Normal to see a longer tilting flatbed having (2) cars on the deck, a small tilting flatbed over the cab with a third car,
and a T-bar towing car #4.

Much more efficient usage of truck, operator, and road taxes.
Yall must have some seriously bad drivers in Erie if a tow truck needs to haul 4 cars. The one in the OP however, has 2 cars weight of useless machinery on it. I don't see it having any use to move machinery or automobiles.
 
How did the truck get that close to the car? If it has some kind of wheel lift fork attachments on those masts how did they get under the car? Are the separate and placed by hand?

I think that previous 10 minutes before that video started would have shown a lot more.

With no car on it the forks are retracted below the truck chassis. The truck pulls along side of the car, the two fork lift like masts lower, the forks extend under the car, the forklift masts raise together and once the car is high enough they roll across to the other side to haul. All under power, no hand work is required. The contraption is stupid complicated and useless unless the side of the car to be towed is clear.
 
But if you got a car hemmed-in front and rear, in a city street , and you need to get the car out without damaging it, this seems like a near solution.

They make slippery plastic strip to stuff under the wheels,
they slide cars sideways to get them on the flatbed.

And they make go-jacks

An experienced rollback operator can work wonders.
 
Yall must have some seriously bad drivers in Erie if a tow truck needs to haul 4 cars. The one in the OP however, has 2 cars weight of useless machinery on it. I don't see it having any use to move machinery or automobiles.

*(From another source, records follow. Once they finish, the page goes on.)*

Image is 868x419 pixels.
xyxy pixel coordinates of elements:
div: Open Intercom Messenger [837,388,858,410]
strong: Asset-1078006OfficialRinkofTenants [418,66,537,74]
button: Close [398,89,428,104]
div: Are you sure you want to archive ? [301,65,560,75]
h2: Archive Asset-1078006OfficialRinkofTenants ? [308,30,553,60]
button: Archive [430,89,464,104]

No, they are used by the wrecking yards to pick up from the
impound yards, and autobody shops (the ones declared a write off)

They don't do "extraction from a ditch" type work.
 
It appears to be modeled after the Jerr-Dan side loader. From stopping to driving away, under 1 minute to load. Only problem with trying to move machinery, is weight capacity. Load limit on the equipment is 5000 pounds and there are no provisions for tie downs.
 
It appears to be modeled after the Jerr-Dan side loader. From stopping to driving away, under 1 minute to load. Only problem with trying to move machinery, is weight capacity. Load limit on the equipment is 5000 pounds and there are no provisions for tie downs.

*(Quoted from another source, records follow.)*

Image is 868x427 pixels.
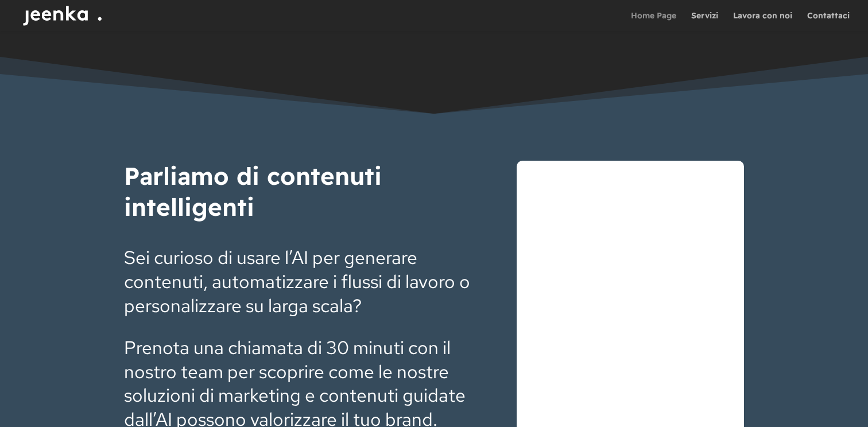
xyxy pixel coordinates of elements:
a: Servizi [692,12,718,31]
a: Home Page [631,12,677,31]
h3: Parliamo di contenuti intelligenti [124,160,483,229]
a: Contattaci [808,12,850,31]
a: Lavora con noi [733,12,793,31]
p: Sei curioso di usare l’AI per generare contenuti, automatizzare i flussi di lavoro o personalizza... [124,246,483,336]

Repo guys love that. The quicker they can grab it and go the less chance for a confrontation.
 
With no car on it the forks are retracted below the truck chassis. The truck pulls along side of the car, the two fork lift like masts lower, the forks extend under the car, the forklift masts raise together and once the car is high enough they roll across to the other side to haul. All under power, no hand work is required. The contraption is stupid complicated and useless unless the side of the car to be towed is clear.

I'm trying to visualize this and just not seeing it. The "forks" have got to be 5+ feet long right?
 
With no car on it the forks are retracted below the truck chassis. The truck pulls along side of the car, the two fork lift like masts lower, the forks extend under the car, the forklift masts raise together and once the car is high enough they roll across to the other side to haul. All under power, no hand work is required. The contraption is stupid complicated and useless unless the side of the car to be towed is clear.

I'm trying to visualize this and just not seeing it. The "forks" have got to be 5+ feet long right?